Sausapor – Coastal Bird's Head distrik and former Tambrauw capital
Sausapor (also Sansapor) is a distrik in Tambrauw Regency, Southwest Papua, located near 0.49 degrees south latitude and 132.08 degrees east longitude on the northern coast of the Bird's Head (Vogelkop) peninsula. According to the Indonesian Wikipedia entry, the distrik covers about 457.47 square kilometres, recorded a population of 7,094 at the end of 2023 with a density of around 16 inhabitants per square kilometre, and is divided into 10 kampung. Sausapor served as the temporary capital of Tambrauw Regency before the seat was moved to Distrik Fef. Religious composition recorded by the Ministry of Home Affairs in 2022 is about 74.71 per cent Christian (69.17 per cent Protestant and 5.55 per cent Catholic) and 25.28 per cent Muslim.
Tourism and attractions
Sausapor has a strong World War II historical context: in 1944 Operation Typhoon, part of the Allied campaign to retake western New Guinea, brought US Sixth Infantry Division landings on Sansapor (Green Beach), Mar (Red Beach), Pulau Middelburg and Pulau Amsterdam, with airfields built on Middelburg and near Mar that are still partially visible today. Wikipedia documents the campaign in detail, including engagements with the Japanese 35th Division and the public-health story of the post-landing tsutsugamushi epidemic studied at Sansapor. The wider distrik is part of the long northern Vogelkop coast, with reefs, beaches and bird-watching opportunities tied to the rich avifauna of the Bird's Head, alongside Pelabuhan Sausapor as a regional sea-trade gateway.
Property market
Detailed property-market data for Sausapor are not published in widely accessible sources, which is consistent with its character as a small but strategically important coastal distrik in a young regency. Housing is dominated by single-storey landed houses, timber houses and a small number of public-sector buildings, including former regency offices from the period when Sausapor served as Tambrauw's capital. Land tenure is shaped strongly by adat customary rights of local Papuan clans alongside formally certified land, so any acquisition requires careful adat and BPN verification. Commercial property is concentrated around the port and along the main road through the kampung of Sausapor and Emaos.
Rental and investment outlook
Formal rental supply in Sausapor is modest and largely informal, driven by teachers, health workers, missionaries, civil servants and a small number of traders connected to the port and the regency administration. The presence of Pelabuhan Sausapor, which acts as a key sea-trade gateway between Sorong Regency and Tambrauw, provides a small baseline of demand for kost rooms, simple contract houses and basic homestays such as Penginapan Baruga Indah at Kampung Emaos. Investors should focus on the distrik's role as a regional sea gateway and historical capital, the population concentration relative to other Tambrauw distrik, and dependence on government and natural-resource cycles rather than projecting metropolitan rental yields onto a frontier coastal distrik such as this.
Practical tips
Sausapor is reached primarily by sea via Pelabuhan Sausapor, with road and air connections via Sorong and the regional airport network. The Sausapor area is connected to Distrik Fef, the current regency capital, by rough roads typical of frontier Papuan districts. Basic services such as puskesmas primary healthcare clinics, primary schools, churches, mosques and local markets are organised at kampung and distrik level. The climate is humid tropical with significant rainfall throughout much of the year and exposure to Pacific weather systems on the open northern coast. Foreign investors should note that Indonesian regulations restrict freehold land title to Indonesian citizens.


What the task requires:
Give the listing again exactly, omitting its images.

- - -

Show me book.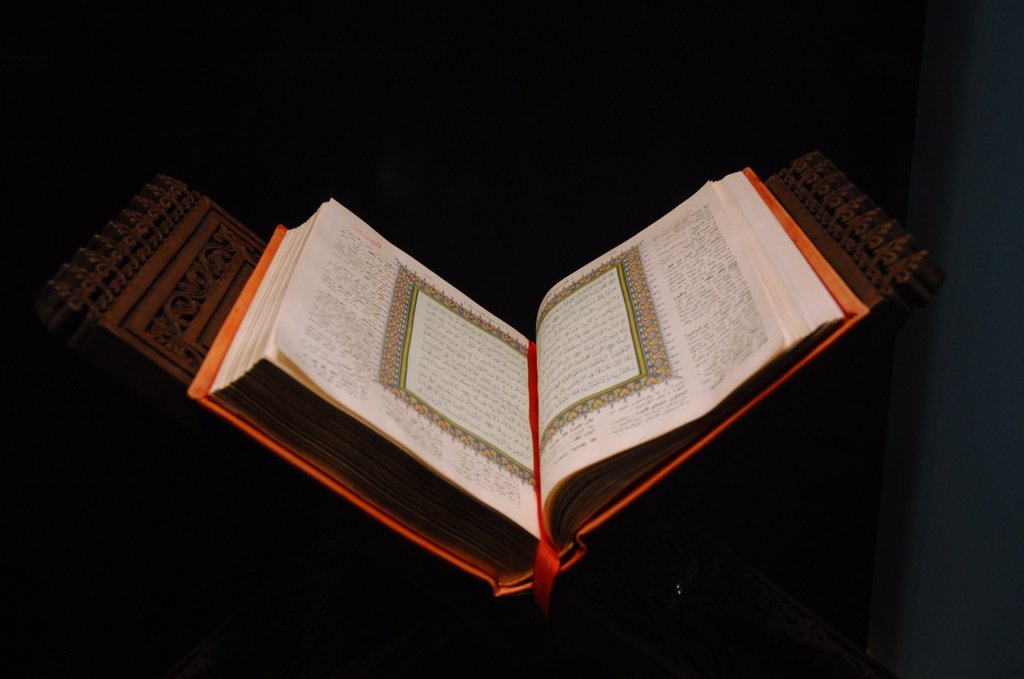
book is here: left=181, top=160, right=871, bottom=603.
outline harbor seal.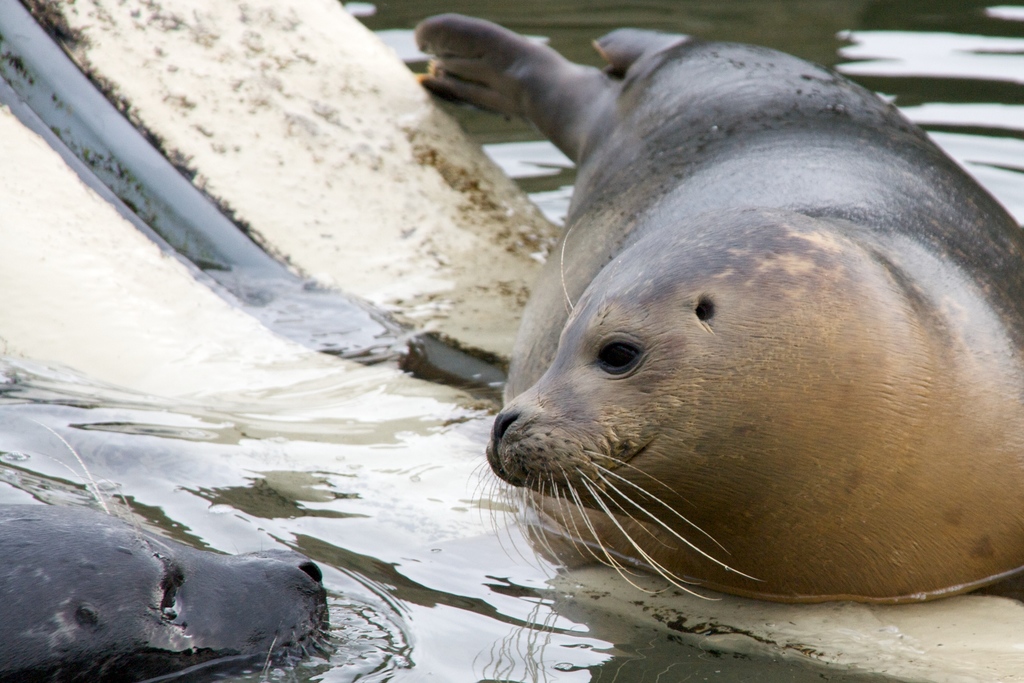
Outline: crop(0, 420, 355, 682).
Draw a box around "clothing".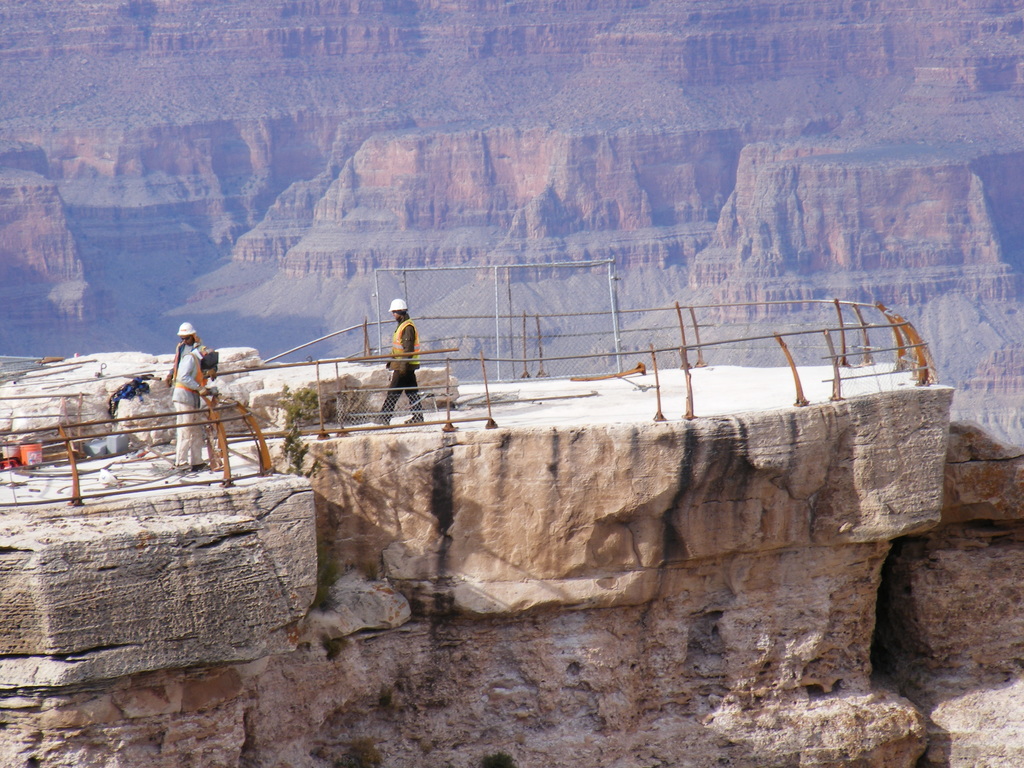
region(172, 342, 205, 463).
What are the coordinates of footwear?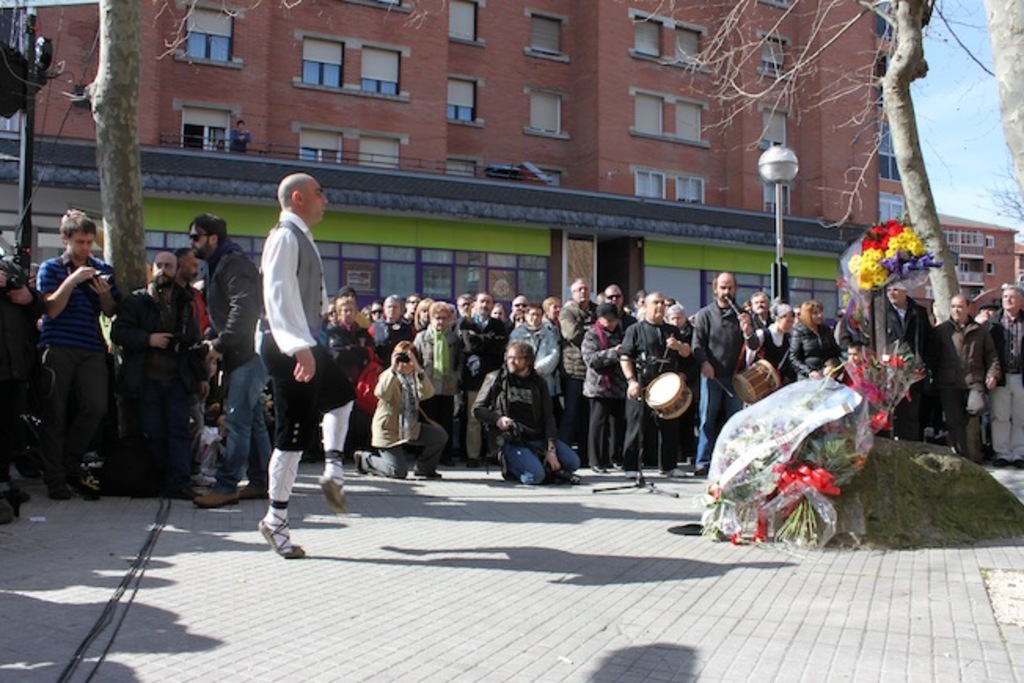
pyautogui.locateOnScreen(258, 498, 306, 559).
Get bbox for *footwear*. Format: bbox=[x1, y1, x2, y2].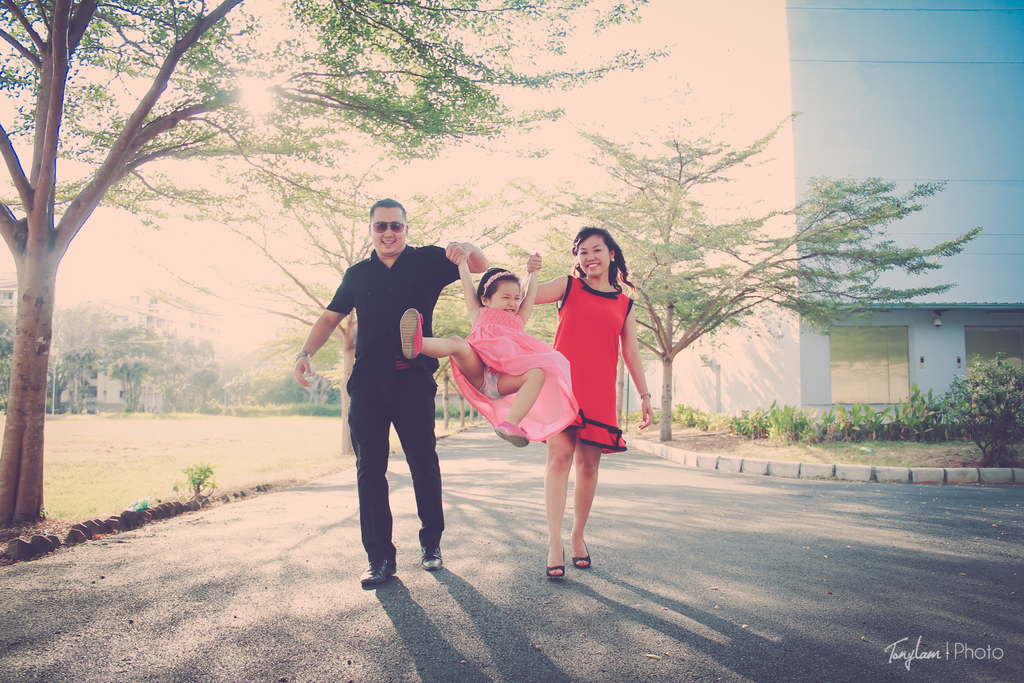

- - -

Answer space:
Show me book.
book is here: left=181, top=160, right=871, bottom=603.
outline harbor seal.
Outline: crop(0, 420, 355, 682).
Draw a box around "clothing".
region(172, 342, 205, 463).
What are the coordinates of footwear?
pyautogui.locateOnScreen(258, 498, 306, 559).
Get bbox for *footwear*. Format: bbox=[x1, y1, x2, y2].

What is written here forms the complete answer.